Mannarelli told the committee he was moving in part because in three years he’d be facing a buyout on his lease at 29 Second Avenue, at which point his landlord could tear down the building. “I find this location works perfectly for us,” he said of the slightly larger digs at 93 Second Avenue. “In terms of noise, we’re not going to have an issue with noise. The place is big enough where we can bring people inside, just like with the other place.”
Mannarelli’s lawyer backed him up. “We think it’s a good fit because the establishments are similar in nature. The stipulations at 29 Second Avenue are more stringent than those currently at Lit Lounge, my client would adhere to both.”

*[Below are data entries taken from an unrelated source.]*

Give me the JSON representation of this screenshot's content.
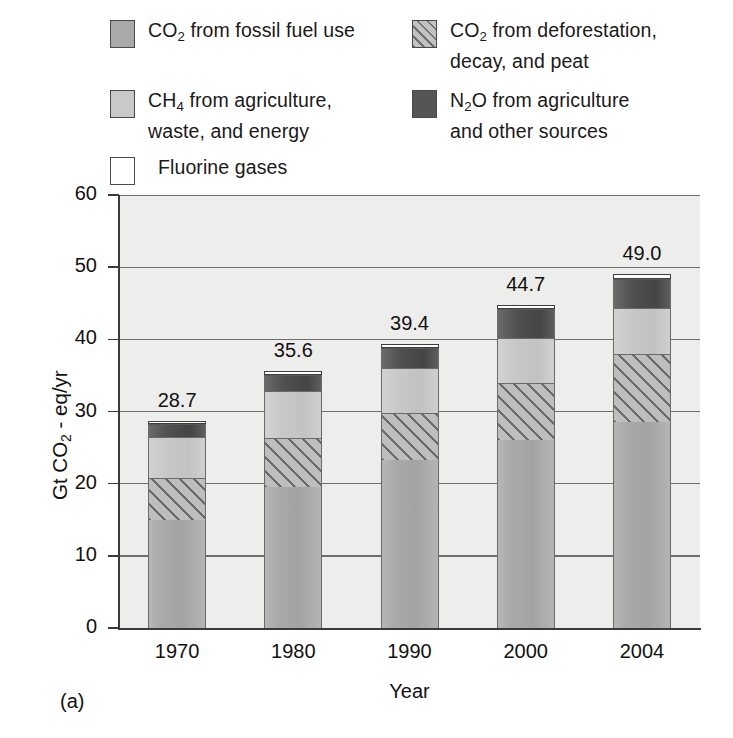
{
  "figure": {
    "caption": "(a)",
    "panel_label": "(a)"
  },
  "legend": {
    "items": [
      {
        "id": "co2-fossil",
        "swatch": "solid-medium-gray",
        "label_pre": "CO",
        "label_sub": "2",
        "label_post": " from fossil fuel use"
      },
      {
        "id": "co2-defor",
        "swatch": "diagonal-hatch",
        "label_pre": "CO",
        "label_sub": "2",
        "label_post": " from deforestation,\ndecay, and peat"
      },
      {
        "id": "ch4",
        "swatch": "solid-light-gray",
        "label_pre": "CH",
        "label_sub": "4",
        "label_post": " from agriculture,\nwaste, and energy"
      },
      {
        "id": "n2o",
        "swatch": "solid-dark-gray",
        "label_pre": "N",
        "label_sub": "2",
        "label_post": "O from agriculture\nand other sources"
      },
      {
        "id": "fluorine",
        "swatch": "white-outline",
        "label_pre": "",
        "label_sub": "",
        "label_post": "Fluorine gases"
      }
    ]
  },
  "chart_data": {
    "type": "bar",
    "subtype": "stacked",
    "title": "",
    "xlabel": "Year",
    "ylabel": "Gt CO2 - eq/yr",
    "ylabel_parts": {
      "pre": "Gt CO",
      "sub": "2",
      "post": " - eq/yr"
    },
    "categories": [
      "1970",
      "1980",
      "1990",
      "2000",
      "2004"
    ],
    "ylim": [
      0,
      60
    ],
    "yticks": [
      0,
      10,
      20,
      30,
      40,
      50,
      60
    ],
    "grid": true,
    "legend_position": "above-plot",
    "totals": [
      28.7,
      35.6,
      39.4,
      44.7,
      49.0
    ],
    "total_labels": [
      "28.7",
      "35.6",
      "39.4",
      "44.7",
      "49.0"
    ],
    "series": [
      {
        "name": "CO2 from fossil fuel use",
        "key": "co2-fossil",
        "values": [
          15.0,
          19.5,
          23.3,
          26.0,
          28.5
        ]
      },
      {
        "name": "CO2 from deforestation, decay, peat",
        "key": "co2-defor",
        "values": [
          5.8,
          6.8,
          6.5,
          8.0,
          9.5
        ]
      },
      {
        "name": "CH4 from agriculture, waste, energy",
        "key": "ch4",
        "values": [
          5.7,
          6.5,
          6.2,
          6.2,
          6.4
        ]
      },
      {
        "name": "N2O from agriculture, other sources",
        "key": "n2o",
        "values": [
          1.8,
          2.3,
          2.8,
          4.0,
          3.9
        ]
      },
      {
        "name": "Fluorine gases",
        "key": "fluorine",
        "values": [
          0.4,
          0.5,
          0.6,
          0.5,
          0.7
        ]
      }
    ]
  },
  "colors": {
    "co2_fossil": "#a9a9a9",
    "co2_defor": "#bebebe",
    "ch4": "#c8c8c8",
    "n2o": "#4f4f4f",
    "fluorine": "#ffffff",
    "plot_background": "#ededec",
    "gridline": "#6e6e6e",
    "axis": "#3a3a3a"
  }
}
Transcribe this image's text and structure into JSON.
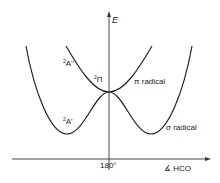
{
  "diagram": {
    "type": "potential energy curves",
    "y_axis_label": "E",
    "x_axis_label": "∡ HCO",
    "x_tick_label": "180°",
    "states": {
      "upper_left": {
        "sup": "2",
        "label": "A''"
      },
      "lower_left": {
        "sup": "2",
        "label": "A'"
      },
      "crossing": {
        "sup": "2",
        "label": "Π"
      }
    },
    "annotations": {
      "pi_radical": "π radical",
      "sigma_radical": "σ radical"
    },
    "colors": {
      "line": "#222222",
      "axis": "#333333",
      "background": "#ffffff"
    }
  }
}
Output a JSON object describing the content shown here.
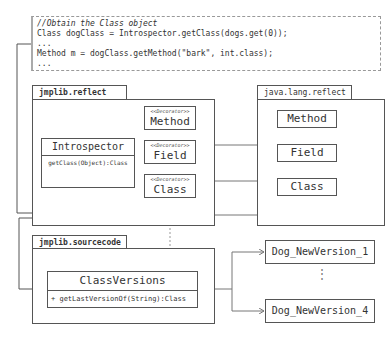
{
  "code_snippet": {
    "lines": [
      "//Obtain the Class object",
      "Class dogClass = Introspector.getClass(dogs.get(0));",
      "...",
      "Method m = dogClass.getMethod(\"bark\", int.class);",
      "..."
    ]
  },
  "packages": {
    "jmplib_reflect": {
      "name": "jmplib.reflect",
      "introspector": {
        "name": "Introspector",
        "method": "getClass(Object):Class"
      },
      "decorators": [
        {
          "stereotype": "<<Decorator>>",
          "name": "Method"
        },
        {
          "stereotype": "<<Decorator>>",
          "name": "Field"
        },
        {
          "stereotype": "<<Decorator>>",
          "name": "Class"
        }
      ]
    },
    "java_lang_reflect": {
      "name": "java.lang.reflect",
      "classes": [
        "Method",
        "Field",
        "Class"
      ]
    },
    "jmplib_sourcecode": {
      "name": "jmplib.sourcecode",
      "class_versions": {
        "name": "ClassVersions",
        "method": "+ getLastVersionOf(String):Class"
      }
    }
  },
  "versions": {
    "first": "Dog_NewVersion_1",
    "ellipsis": "⋮",
    "last": "Dog_NewVersion_4"
  }
}
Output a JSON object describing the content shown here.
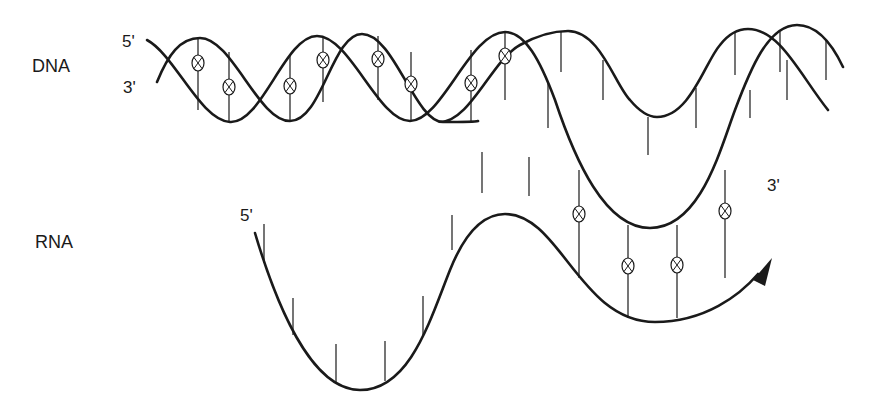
{
  "labels": {
    "dna": "DNA",
    "rna": "RNA",
    "dna_top_end": "5'",
    "dna_bottom_end": "3'",
    "rna_start": "5'",
    "rna_end": "3'"
  },
  "colors": {
    "stroke": "#1a1a1a",
    "background": "#ffffff"
  },
  "diagram": {
    "elements": [
      "DNA double helix",
      "unwound template strand",
      "RNA transcript with arrow toward 3' end",
      "base-pair markers (circled X)"
    ]
  }
}
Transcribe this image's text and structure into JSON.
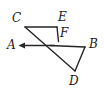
{
  "figure": {
    "type": "geometry-diagram",
    "background_color": "#ffffff",
    "stroke_color": "#262626",
    "label_color": "#1a1a1a",
    "stroke_width": 1.3,
    "width": 104,
    "height": 93
  },
  "labels": [
    {
      "id": "A",
      "text": "A",
      "x": 7,
      "y": 39
    },
    {
      "id": "B",
      "text": "B",
      "x": 89,
      "y": 38
    },
    {
      "id": "C",
      "text": "C",
      "x": 12,
      "y": 12
    },
    {
      "id": "D",
      "text": "D",
      "x": 69,
      "y": 75
    },
    {
      "id": "E",
      "text": "E",
      "x": 58,
      "y": 11
    },
    {
      "id": "F",
      "text": "F",
      "x": 60,
      "y": 27
    }
  ],
  "points": {
    "C": {
      "x": 25,
      "y": 27
    },
    "E": {
      "x": 57,
      "y": 27
    },
    "F": {
      "x": 58,
      "y": 41
    },
    "B": {
      "x": 85,
      "y": 47
    },
    "D": {
      "x": 75,
      "y": 71
    },
    "X": {
      "x": 55,
      "y": 45
    },
    "A_tip": {
      "x": 19,
      "y": 45
    }
  },
  "segments": [
    {
      "name": "segment-CE",
      "from": "C",
      "to": "E"
    },
    {
      "name": "segment-EF",
      "from": "E",
      "to": "F"
    },
    {
      "name": "segment-CD",
      "from": "C",
      "to": "D"
    },
    {
      "name": "segment-XB",
      "from": "X",
      "to": "B"
    },
    {
      "name": "segment-BD",
      "from": "B",
      "to": "D"
    },
    {
      "name": "ray-XA",
      "from": "X",
      "to": "A_tip"
    }
  ],
  "arrows": [
    {
      "name": "arrow-toward-A",
      "direction": "left",
      "at_x": 19,
      "at_y": 45
    }
  ]
}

From the perspective of committee chair Alexandra Militano, dealing with Mannarelli was all about “strategy.” She and fellow committee member Lisa Kaplan feared that if they voted to recommend a denial of a new license in the Lit space, the board would risk losing their power to assign stringent “stips,” or stipulations, to the new location.
For those not familiar with CB3’s MO when it comes to dealings with bars and clubs, new and old alike, it might seem somewhat bewildering as to why allowing The Cock, a bar with no complaints or major issues in the past decade of its existence, to move just a few blocks would be such a big deal. In Mannarelli’s view, the neighbors would be gaining a well-behaved bar and losing what many of them described as a problem bar.
David Lohman, a neighbor who lives at the corner of East 5th Street and Second Avenue, described Lit Lounge as “horrendous.” He argued, “You ask any cop that was working in East Village at the time, there were all these offenses to the neighborhood, fights, you name it.”
To be fair, Lit did make efforts to clean up its act back in 2010. Nevertheless, residents argued their block has enough bars.
Stuart Zamsky of the East 5th Street Block Association said that when Allan Mannarelli first came to the organization “it seemed like an okay thing, one iconic dive bar replaces another one on the same avenue, but when you look at it a little closer, it doesn’t really work out.”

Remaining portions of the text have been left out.